Fuel cost is one of the most important cost components of every business because it impacts the transport cost of workers, raw materials, inputs, and finished goods. Currently, sales tax on high speed diesel is 36.5 percent; in 2013, it was 17 percent. But the Director General Debt insisted that increasing tax revenue justified this hike, and doing so was the government's "right". Vow!
The Commerce Minister promised that, to cut the cost of doing business, government will allow the export sector drawback of taxes in the gas and power tariff, GDIC, and sales tax. Let us not forget that, as of June 30, 2016 unpaid duty drawbacks to the export sector amounted to Rs 133 billion and the logic offered for their non-payment was "fiscal deficit containment strategy".
Let us hope that this relief package - discussed with the Prime Minister who gave his consent thereto - isn't side-lined again by the Finance Ministry and the Federal Board of Revenue (who are scrutinising it) for limiting the 2016-17 fiscal deficit because Finance Ministry believes in withholding payment of tax rebates, even low-ranking state employees' salaries, to reduce the fiscal deficit.
This self-deluding deficit-cutting strategy failed miserably. That's why public debt is soaring, pushing Pakistan into a bottomless pit while the regime remains focused on Metro Bus and Orange Rail projects and plugging gaps in the energy and power sectors via overly expensive imports (eg LNG) or via projects (Neelum Jehlum, Nandipur, etc) that won't deliver on their rosy promises.
Making the essentials overly expensive or denying their requisite supply is the other flawed strategy. Earlier this month, it was announced that natural gas tariff will be increased by 36 percent, but after countrywide criticism thereof, the government opted for daily gas load-shedding this winter from 10pm to 5 am. How people in the Northern provinces will confront the intensity of the winter doesn't bother the regime.

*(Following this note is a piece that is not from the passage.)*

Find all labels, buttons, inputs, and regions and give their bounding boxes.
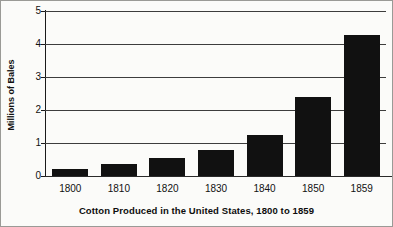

Suddenly, the Prime Minister has promised to build 50 hospitals; is it the belated realisation of a long-ignored need or, like other controversial development projects, building these hospitals too will become a self-enrichment venue? What about improving the state of technology and Medicare in the existing hospital?
Undeniably, this governance profile that prioritises projects of marginal economic benefits instead of plugging the critical infrastructure gaps reflects incompetence and apathy, and disclosures about over-pricing of such projects and the Prime Minister's dilly-dallying of accountability over the Panama Leaks, has irreparably damaged the regime's image.